- [PROBLEM TO WORK ON]: Please print the entries below exactly, from the line with "Find the location of a" through the line with "Image resolution: width=867", including both of those lines and leaving out all others.

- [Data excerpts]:
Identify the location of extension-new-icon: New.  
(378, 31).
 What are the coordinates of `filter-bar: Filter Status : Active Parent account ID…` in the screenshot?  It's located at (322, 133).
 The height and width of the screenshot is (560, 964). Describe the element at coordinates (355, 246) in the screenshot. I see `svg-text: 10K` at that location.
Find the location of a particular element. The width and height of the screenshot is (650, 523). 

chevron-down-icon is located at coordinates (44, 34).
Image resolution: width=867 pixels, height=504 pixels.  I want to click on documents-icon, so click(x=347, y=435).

--

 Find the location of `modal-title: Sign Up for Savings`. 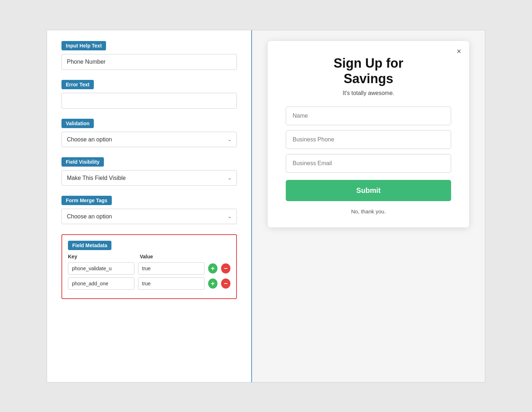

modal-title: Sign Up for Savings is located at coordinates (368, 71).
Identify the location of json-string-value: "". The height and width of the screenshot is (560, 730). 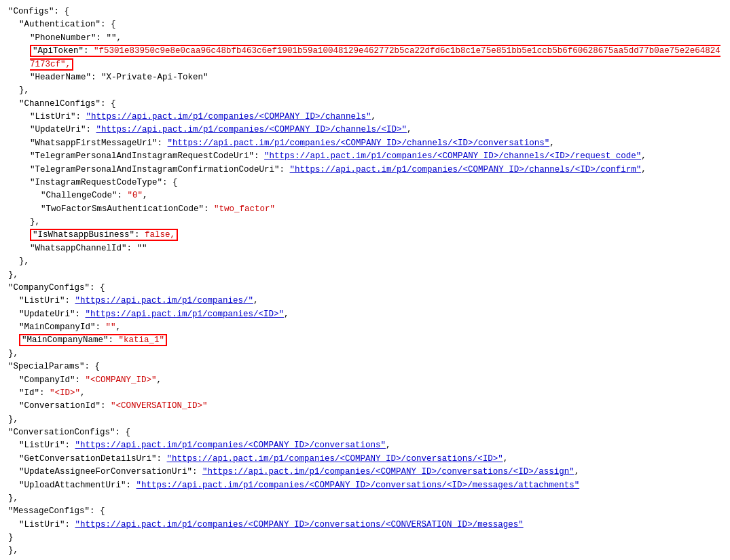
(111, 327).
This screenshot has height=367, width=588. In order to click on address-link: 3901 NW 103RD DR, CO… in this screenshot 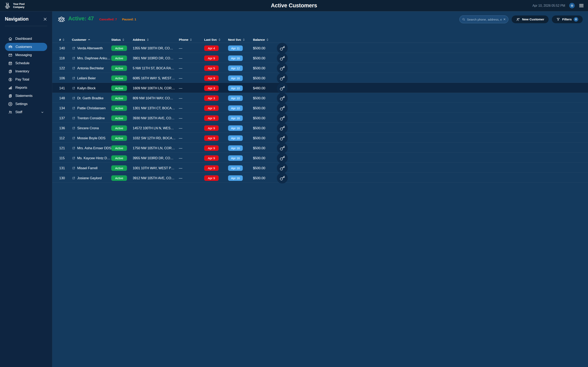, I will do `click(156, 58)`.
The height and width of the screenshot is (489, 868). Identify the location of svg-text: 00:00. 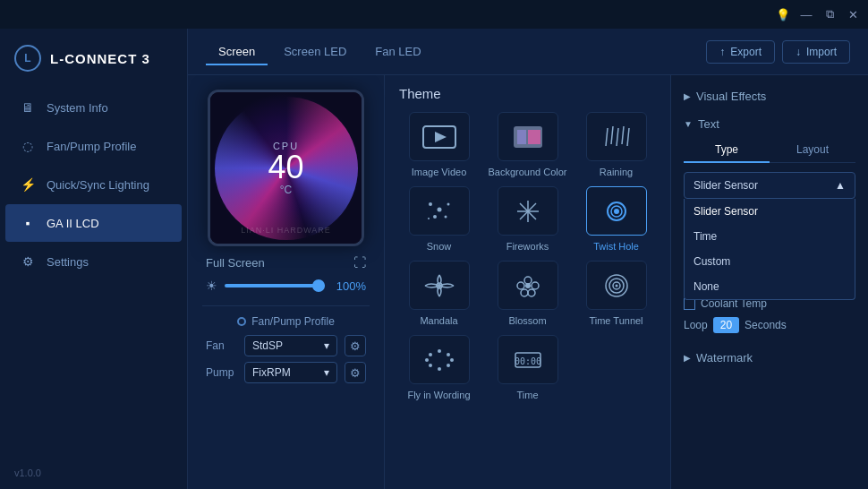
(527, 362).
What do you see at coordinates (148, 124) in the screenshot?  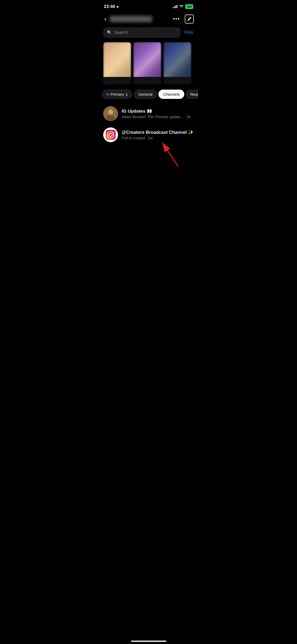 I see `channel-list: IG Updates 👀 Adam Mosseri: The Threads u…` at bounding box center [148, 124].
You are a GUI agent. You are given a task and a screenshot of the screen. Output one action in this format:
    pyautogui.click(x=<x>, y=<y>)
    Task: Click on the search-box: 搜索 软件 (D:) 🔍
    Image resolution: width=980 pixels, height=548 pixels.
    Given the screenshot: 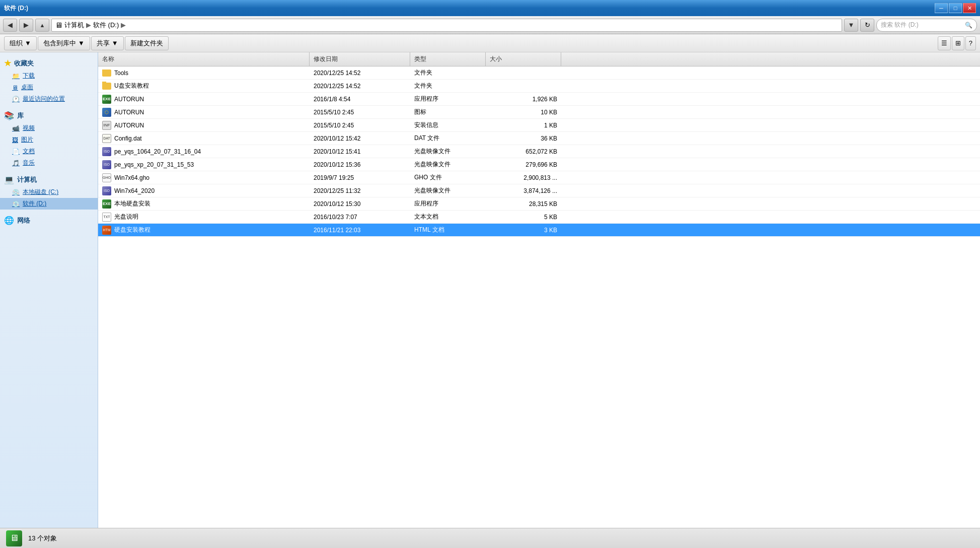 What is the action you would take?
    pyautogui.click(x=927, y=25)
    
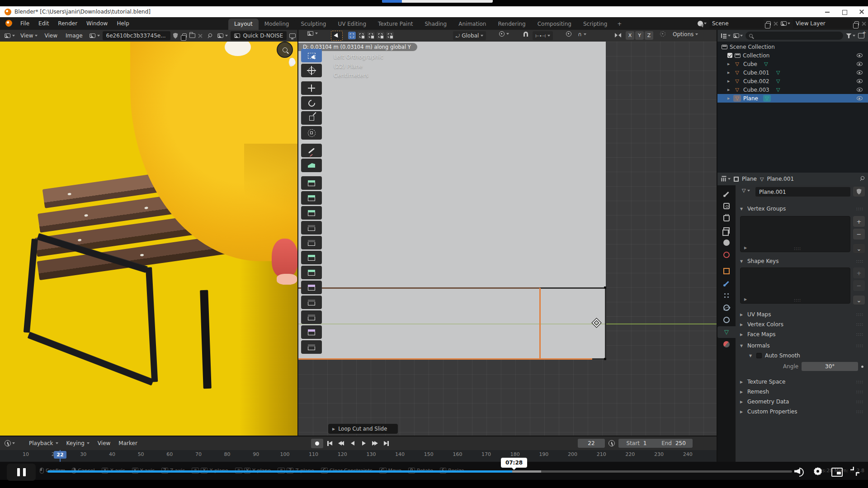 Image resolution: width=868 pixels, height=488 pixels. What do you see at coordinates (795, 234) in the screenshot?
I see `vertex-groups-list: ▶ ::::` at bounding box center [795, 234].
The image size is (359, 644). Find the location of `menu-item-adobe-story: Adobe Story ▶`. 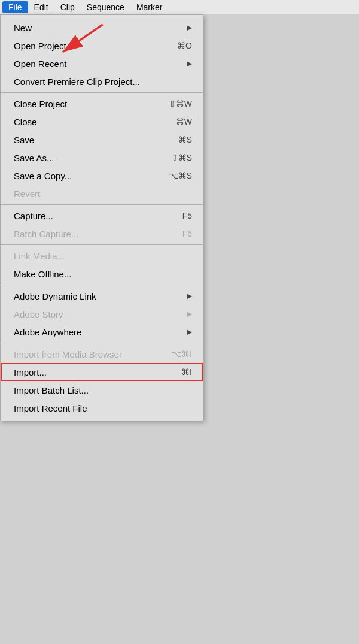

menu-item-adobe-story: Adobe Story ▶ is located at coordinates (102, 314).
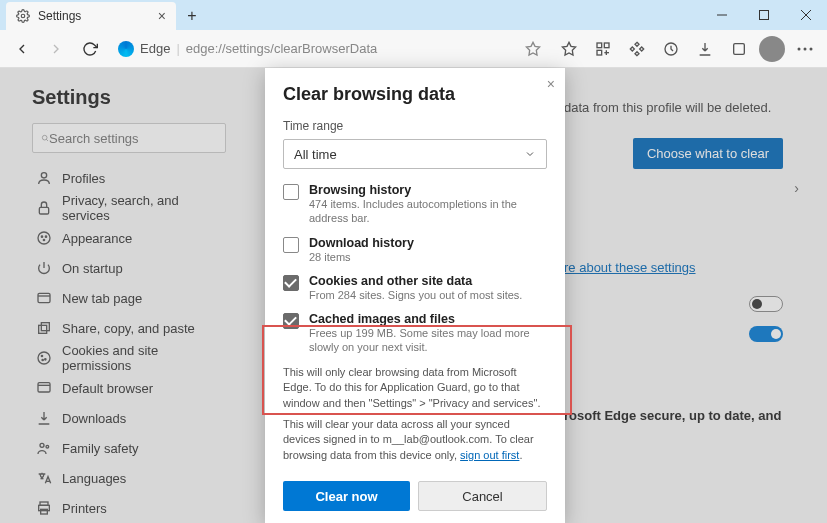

- [OUTPUT FOR THIS EXERCISE]:
Find the location of a particular element. The width and height of the screenshot is (650, 523). 

chevron-down-icon is located at coordinates (44, 34).
Image resolution: width=867 pixels, height=504 pixels.  I want to click on documents-icon, so click(x=347, y=435).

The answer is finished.